Hello, readers! It's The Princess Maker here, with another exciting snippet from an attempt at a Seedfolks sequel!

In our first chapter, we caught up with the now-widower of Florence, who you may remember as the last POV character in the book and as 'a watcher' of the Gibb Street Garden.

Since we've started with Florence, we might as well continue to go backwards in the book as far as character POVs go. What's happened with Amir, the man from India and one of the few who actually has some gardening know-how?

Let's find out!


Chapter Two: A Community Has Many Colors

Kids grow up so fast. They can also change real fast too. My tiny son is not tiny anymore, nor is he the same happy-go-lucky boy either. In the blink of an eye, he's become a tween...and is already acting like a moody teen.
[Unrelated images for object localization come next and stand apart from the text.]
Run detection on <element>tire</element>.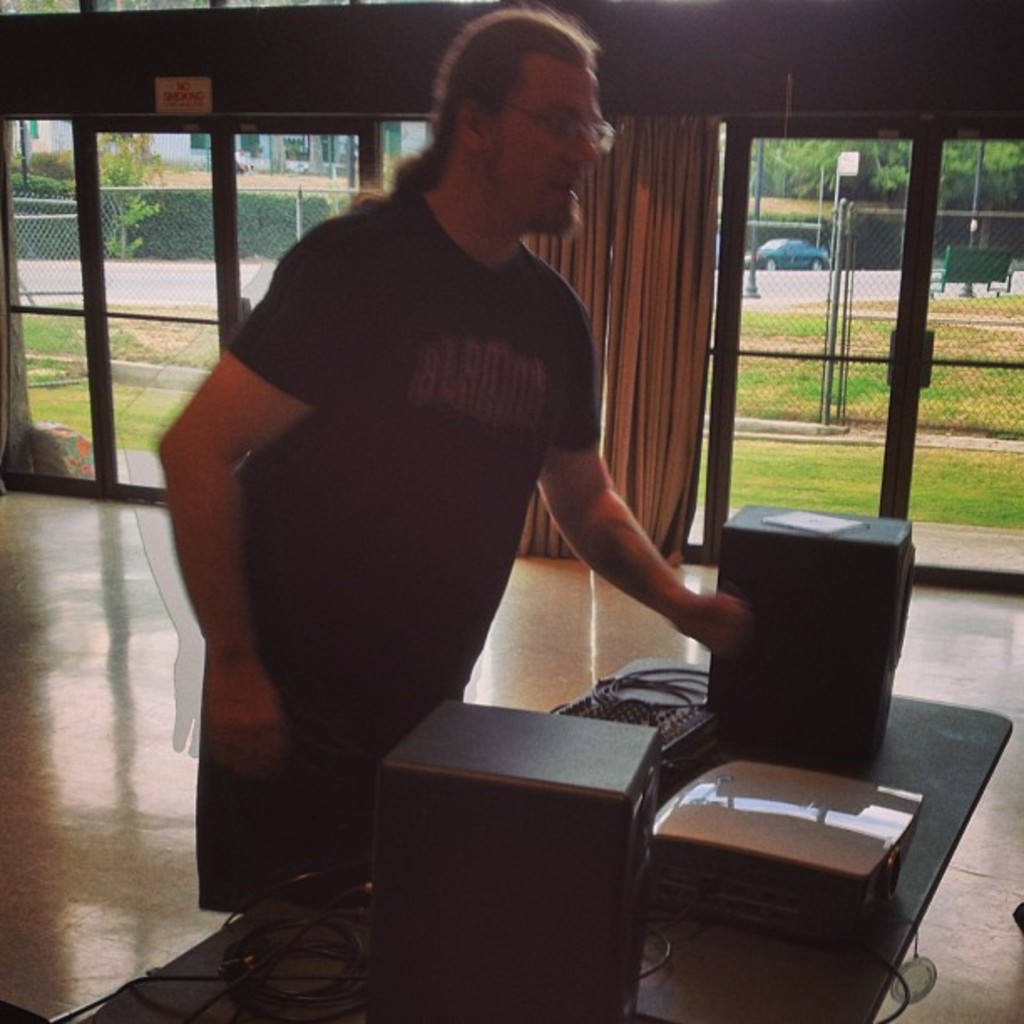
Result: 763:256:781:273.
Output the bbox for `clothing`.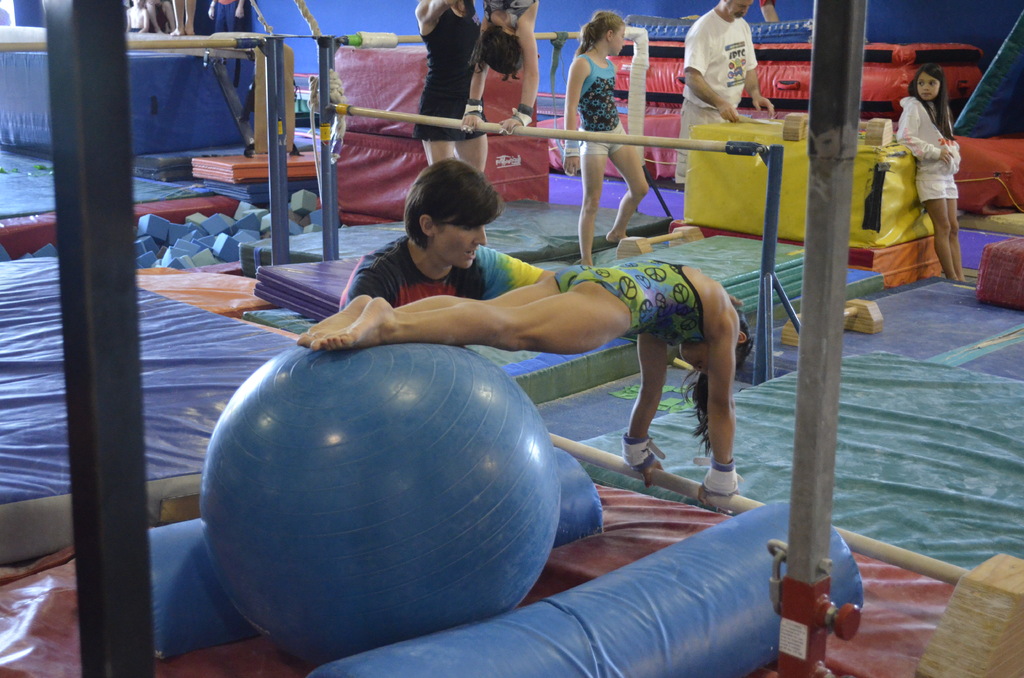
676:6:753:182.
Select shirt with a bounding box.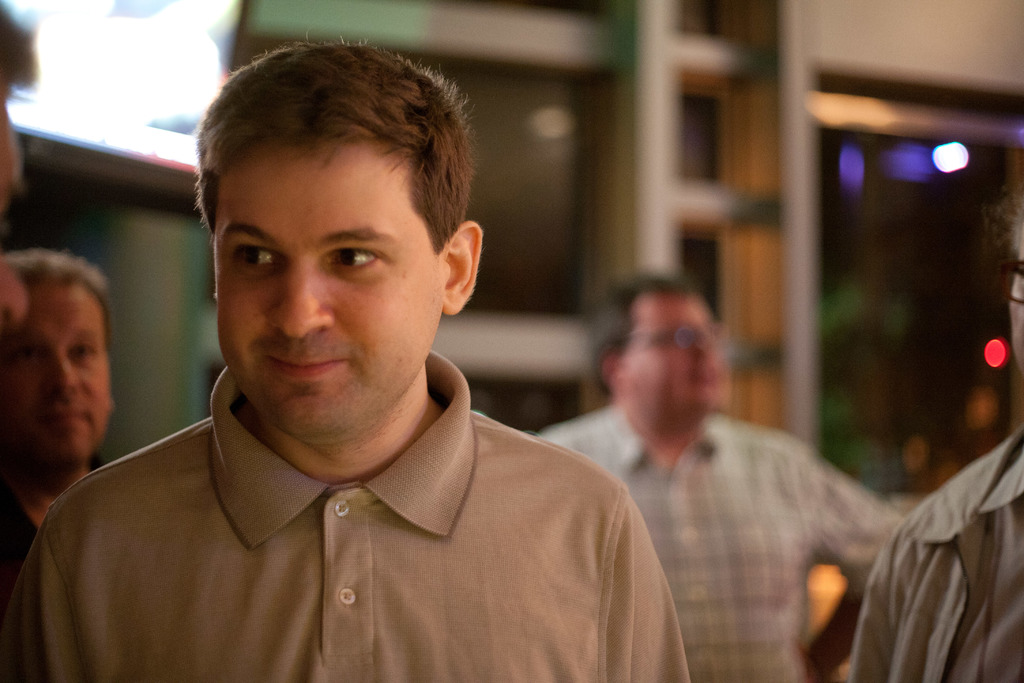
{"left": 539, "top": 402, "right": 902, "bottom": 682}.
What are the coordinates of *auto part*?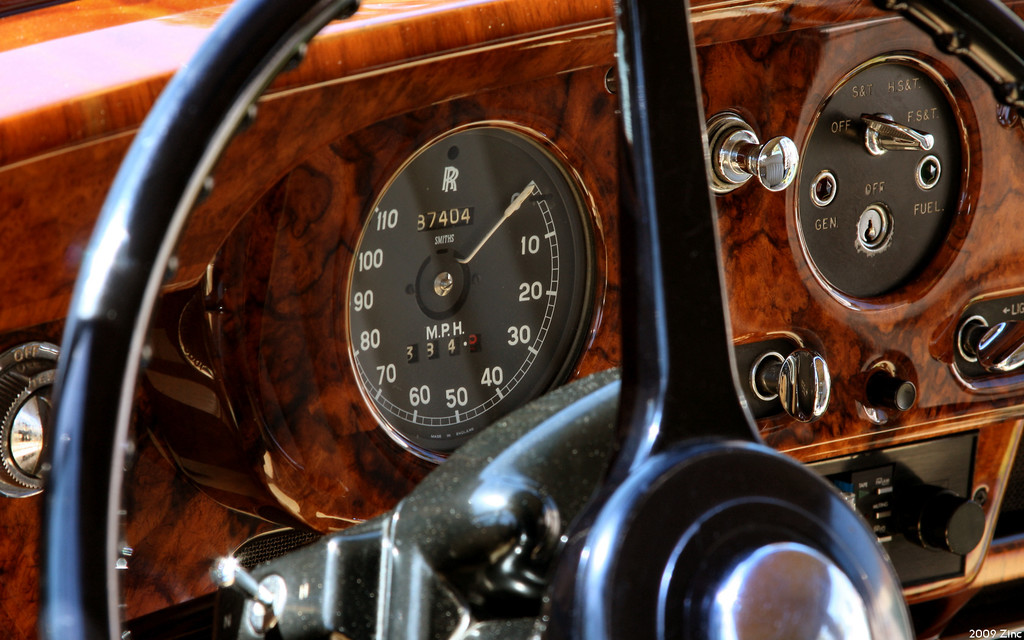
(321,62,601,492).
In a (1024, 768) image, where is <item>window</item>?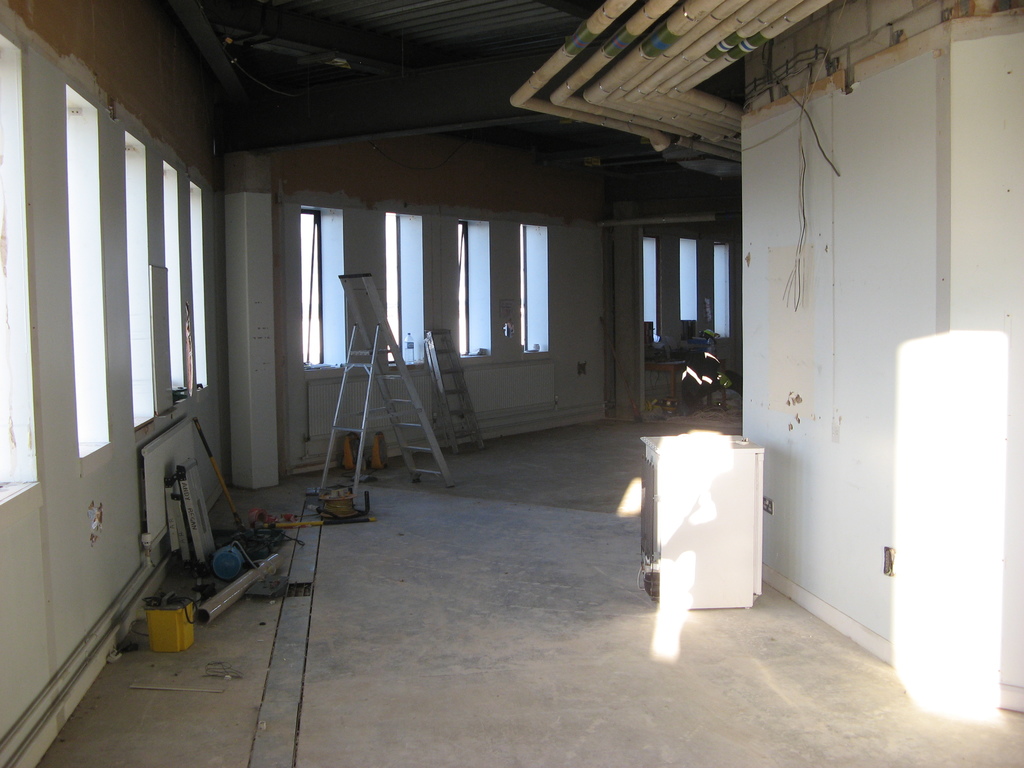
rect(641, 242, 662, 353).
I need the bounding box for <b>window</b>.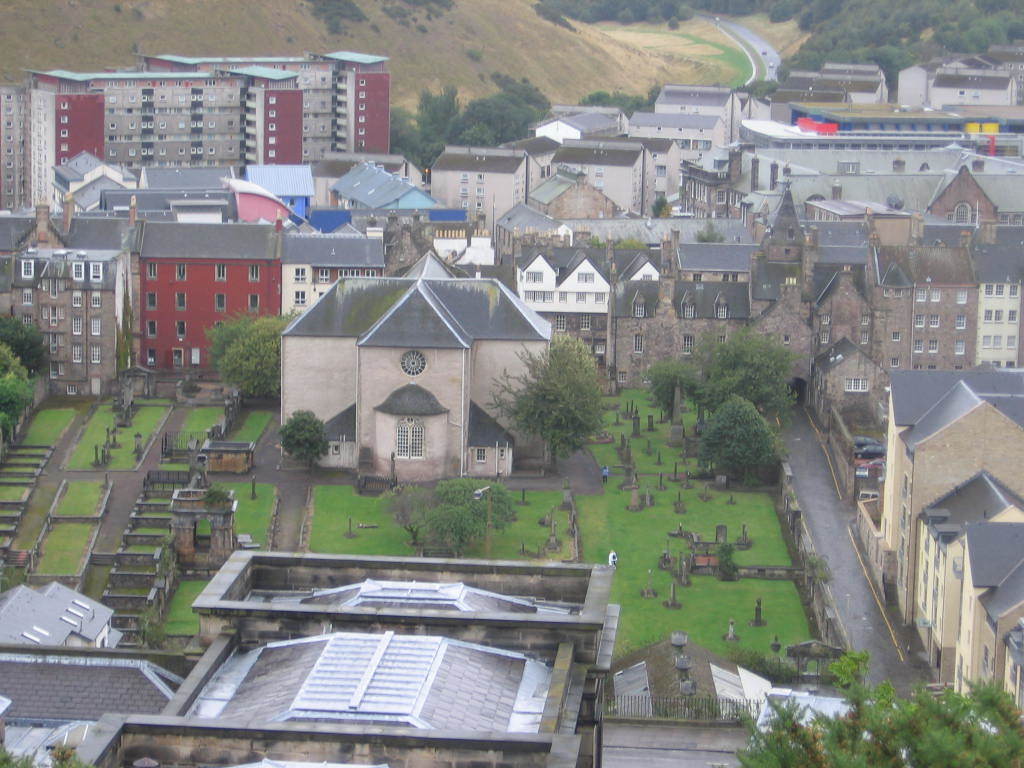
Here it is: 683,303,696,319.
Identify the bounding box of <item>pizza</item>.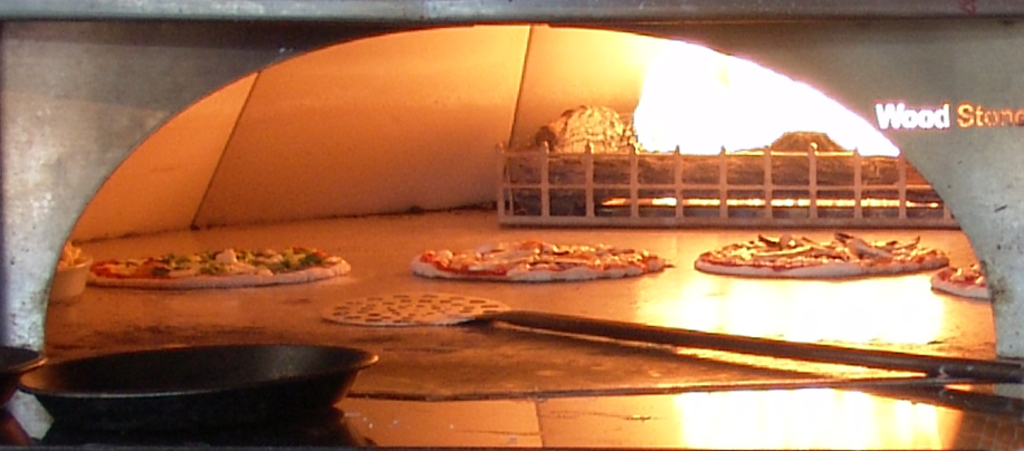
693:229:954:280.
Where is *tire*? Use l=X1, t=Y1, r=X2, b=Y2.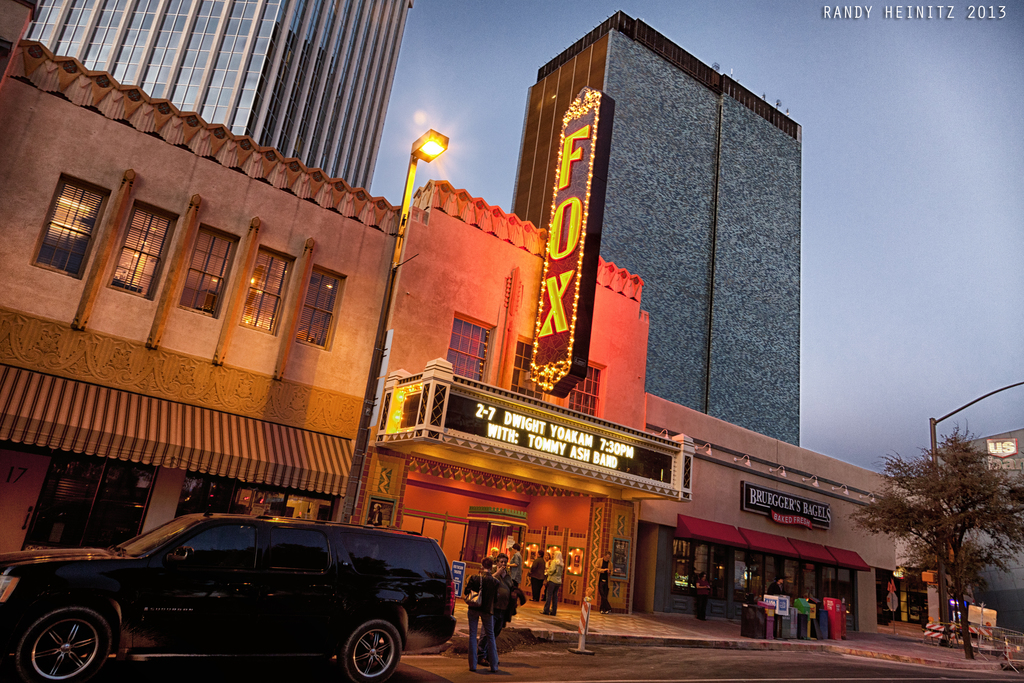
l=16, t=605, r=112, b=682.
He stopped coming with me to the garden, claiming it's 'boring'. It took awhile, but eventually his teacher helped us discover what I believe might be the majority of the problem.

He's the only kid of 'foreigners' in his class - meaning, his parents are not from the U.S. He gets teased sometimes because of his ethnicity; I also hear he wishes he could change his appearance. However, now I know of the situation, I can do something about it. And I know the perfect way to do it.

I bought my son to the garden. He doesn't do much here anymore, except to hand over seeds and tools to me (even though he knows how to do all this planting stuff!). After a bit, he asked me why we were planting so many carrots.

I told him how, when I first started out here, I met this Polish lady named Agnes who taught me that 'Poles do MORE than cook cabbage' - although I got a pretty good laugh after she passed away about three years ago, when her granddaughter came by my home and told me she left us a bunch of cabbage seeds. I think she wrote something that said 'You want cabbage, I'll give you cabbage!'.

However, it wasn't just Agnes that showed me how wrong my assumptions about other groups were. There was also Royce, the African-American teenager who became the garden's 'security guard' in a way. It's still a shame about what happened to him. But more than them, the person who truly showed me how assumptions can be changed was from Imelda - who once called ME 'a dirty foreigner' and is now my good friend. The way all of us met and talked in the first place was because we were all working in the garden.

After hearing about how I met Imelda, my son got quiet but I could tell my stories got to him somehow. A few seconds later, this little Hispanic girl - maybe slightly younger than him - walks up to him and asks what we are planting. My son starts talking to her. A little, and then more. Then she asks if he would like to look at her father's beans, so I tell him to go on ahead. A little ways down in her spot, this boy around my son's age comes up and starts talking to them.

Seeing my son talk a little more animatedly gives me hope that he'll see that no matter how much people tease him, every community has a lot of different colors to it.


The two women Amir encounters in the book are real, but they're not named. I gave the Polish woman who cut carrots the name 'Agnes' and the former prejudiced Italian lady the name 'Imelda'. I imagine after realizing Amir was the store manager she mouthed off to, she started looking at herself a little more and tried to change.

If I were Agnes, I'd think it would be funny if people think you ate a lot of cabbage. But who is the little Hispanic girl and the other boy? What happened to Royce?